The complaint distribution across this category shows exactly how that works, and why the blocking problem is harder than it looks.
Most Scam Numbers Barely Get Reported
A small cluster of numbers collects the largest individual complaint totals. The most-reported government impersonation number in the current dataset, 855-909-0815, has 850 FTC complaints. 888-382-1222 follows with 589, and 855-909-0816 with 502. 844-487-3324 and 800-294-9424 each sit at 416 FTC complaints.
Those numbers are now widely flagged. Carrier tools and third-party apps catch them. But they represent only a fraction of total complaint volume.
The real volume comes from numbers that have barely been reported yet. Across the full dataset, the majority of numbers have only two to five complaints each. By the time enough people report a number for it to land on block lists, callers running this scheme have already moved to fresh ones. Most people who get hit are reached by numbers that haven't been widely flagged at all.
Recent BBB reports confirm the scripts keep circulating regardless of which number carries them. One report from June 2026 quotes a voicemail from someone calling from the "tax mediation and adjustment office," saying the account "came through a fresh review this morning" and has "items that still need to be verified." Another describes a caller claiming to represent a "Tax mediation and Abatement office." The office names change. The urgency framing does not.
Local Area Codes Are the Bigger Threat
The numbers that draw the most complaints are mostly toll-free, and those get flagged fastest. The quieter problem sits underneath them, in numbers that display an ordinary local area code. 279-242-5425, a Sacramento, California prefix, has 294 FTC complaints. 585-767-6102, a Rochester, New York prefix, has 258. Neither looks like a call center the way an 800-series line does, and that familiarity is exactly what raises the answer rate.

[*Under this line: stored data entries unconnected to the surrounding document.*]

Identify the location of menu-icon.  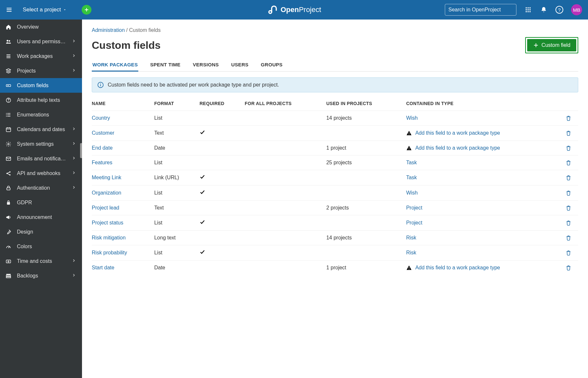
(9, 10). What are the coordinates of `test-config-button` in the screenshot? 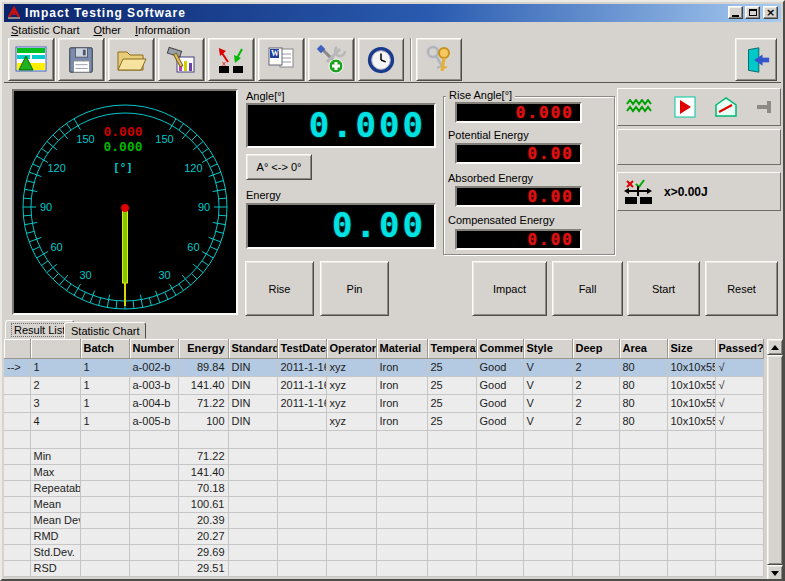 It's located at (181, 60).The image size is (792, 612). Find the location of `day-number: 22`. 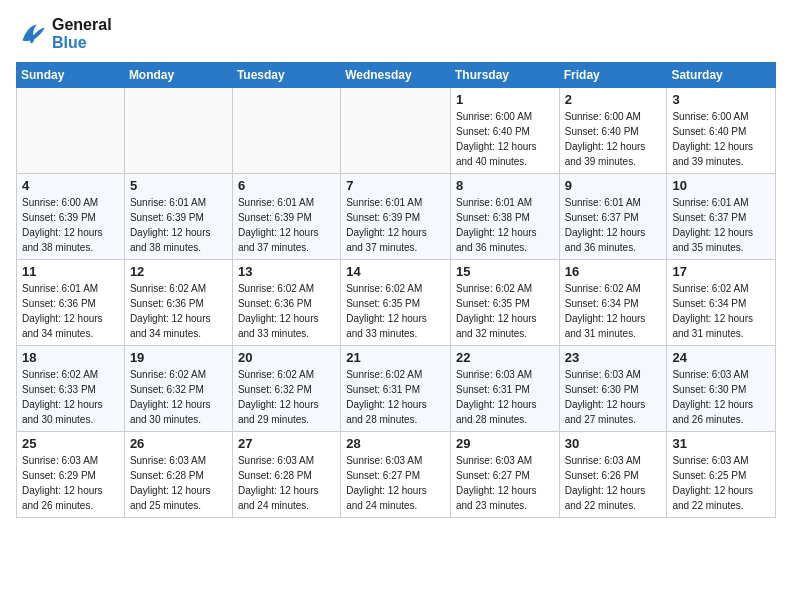

day-number: 22 is located at coordinates (505, 358). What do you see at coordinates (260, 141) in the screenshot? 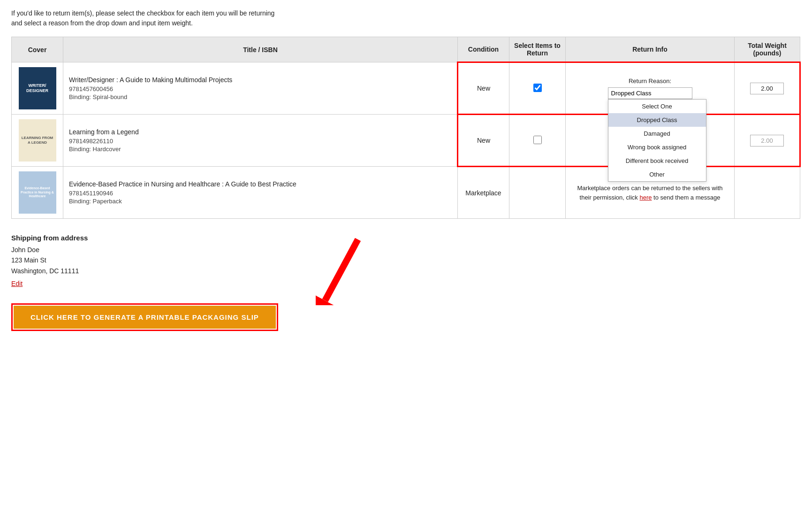
I see `book-isbn-2: 9781498226110` at bounding box center [260, 141].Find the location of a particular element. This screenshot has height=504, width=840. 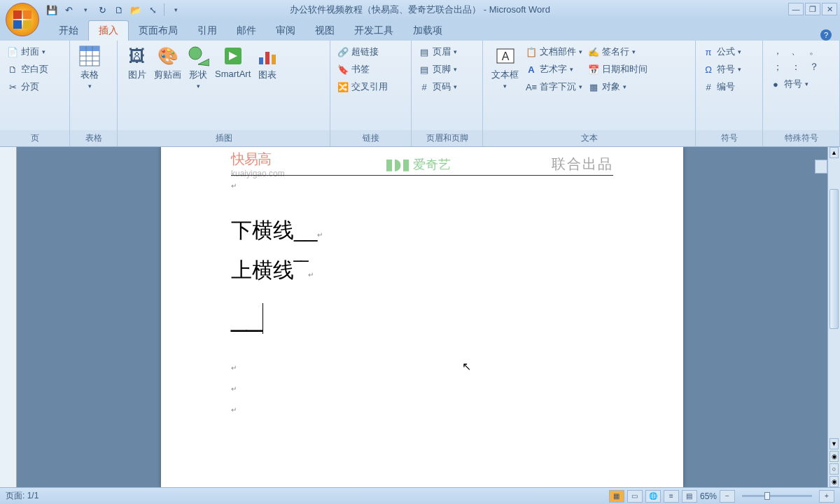

group-special-label: 特殊符号 is located at coordinates (801, 139). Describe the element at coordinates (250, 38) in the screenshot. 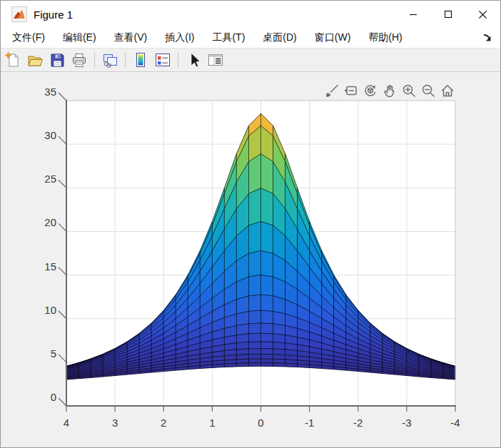

I see `menu-bar: 文件(F) 编辑(E) 查看(V) 插入(I) 工具(T) 桌面(D) 窗口(W…` at that location.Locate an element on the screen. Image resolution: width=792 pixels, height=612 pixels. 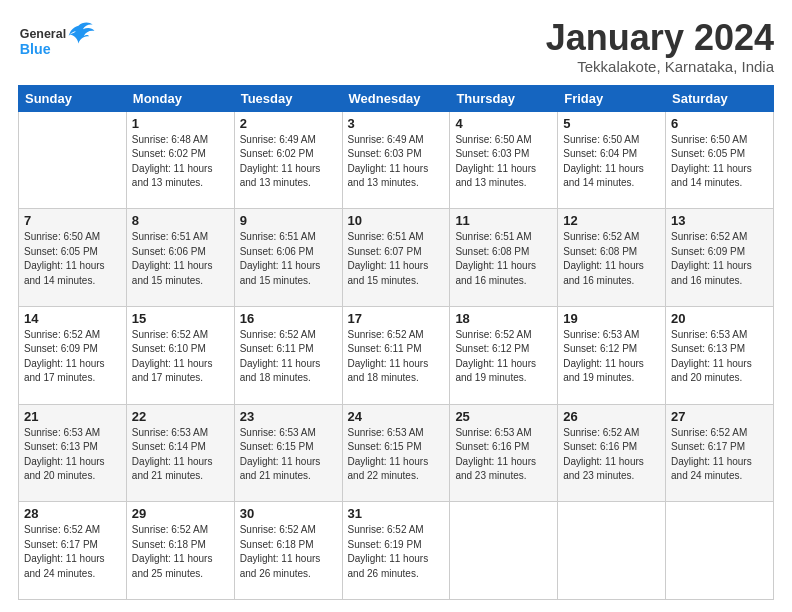
day-info: Sunrise: 6:52 AM Sunset: 6:12 PM Dayligh… is located at coordinates (504, 357).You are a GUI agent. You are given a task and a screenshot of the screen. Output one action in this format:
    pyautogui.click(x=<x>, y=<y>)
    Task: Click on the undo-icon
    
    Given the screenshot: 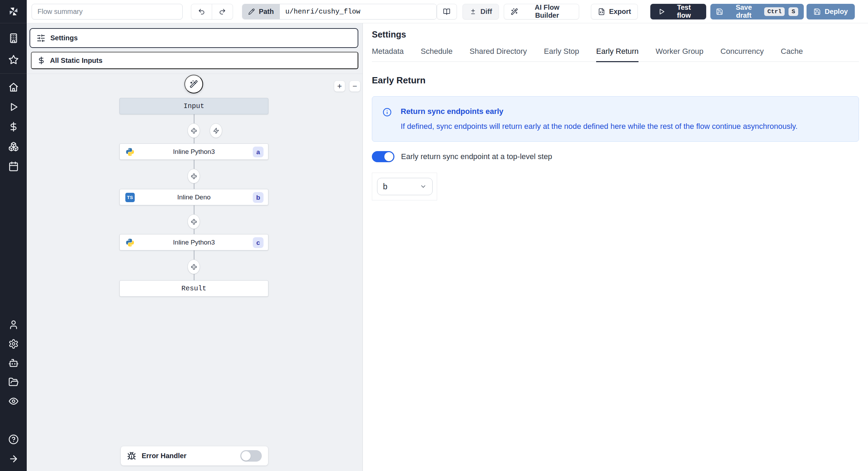 What is the action you would take?
    pyautogui.click(x=201, y=12)
    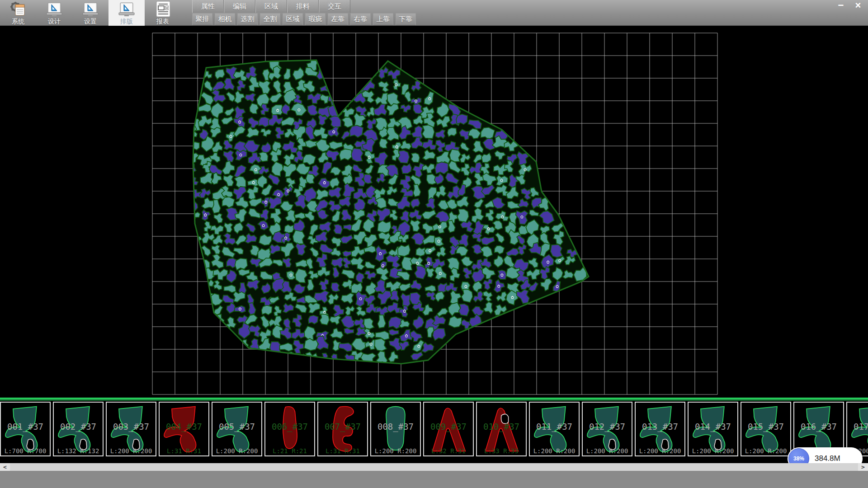  I want to click on tool-button-8: 右靠, so click(361, 19). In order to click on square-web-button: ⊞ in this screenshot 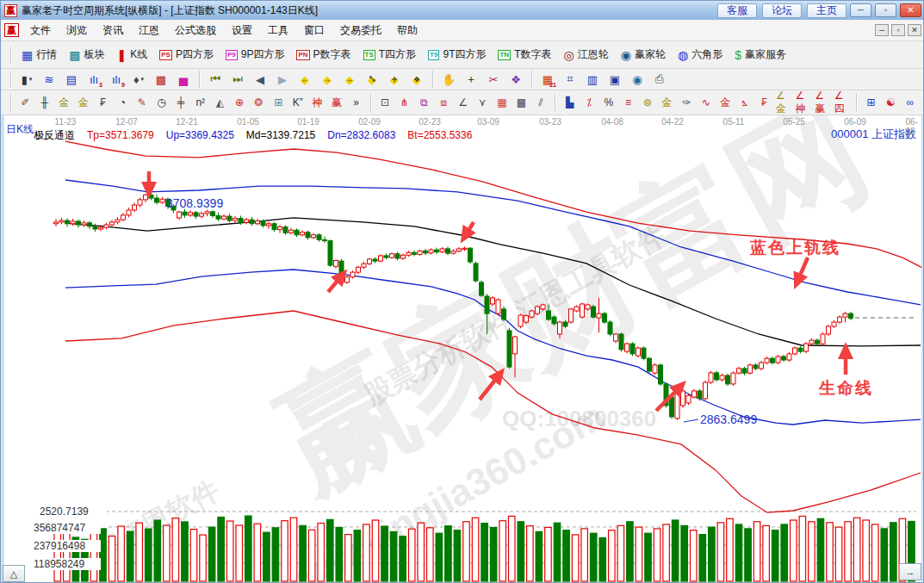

This matters because people answer familiar area codes more often. Neighbor spoofing, the practice of displaying a local-looking number to increase answer rates, exploits the assumption that local means legitimate. Caller ID was designed for a time when the displayed number was real. Spoofing broke that assumption entirely.
Of all government impersonation numbers tracked in this category, 74.9% display local area codes. Only 25.1% use toll-free prefixes. That ratio should prompt suspicion, not reassurance.
Blocking Catches the Flagged Numbers and Misses the Rest
Carrier tools work from databases of known scam numbers. Third-party apps use the same approach. These systems catch high-complaint numbers but miss the large share of numbers that haven't yet reached reporting thresholds.
The most reliable defense is not answering unknown numbers in the first place. When a government agency needs to reach you, it sends a letter before placing a call and gives you time to verify through official channels. A caller who demands immediate action, regardless of what office they claim to represent, is running a script, not a case.
Numbers like 844-487-3324, 800-294-9424, and 888-382-1222 are all active in this cluster and searchable in the database above. Searching a number before calling back can reveal whether it has already generated hundreds of complaints from other people, and that information is available before you decide whether to engage.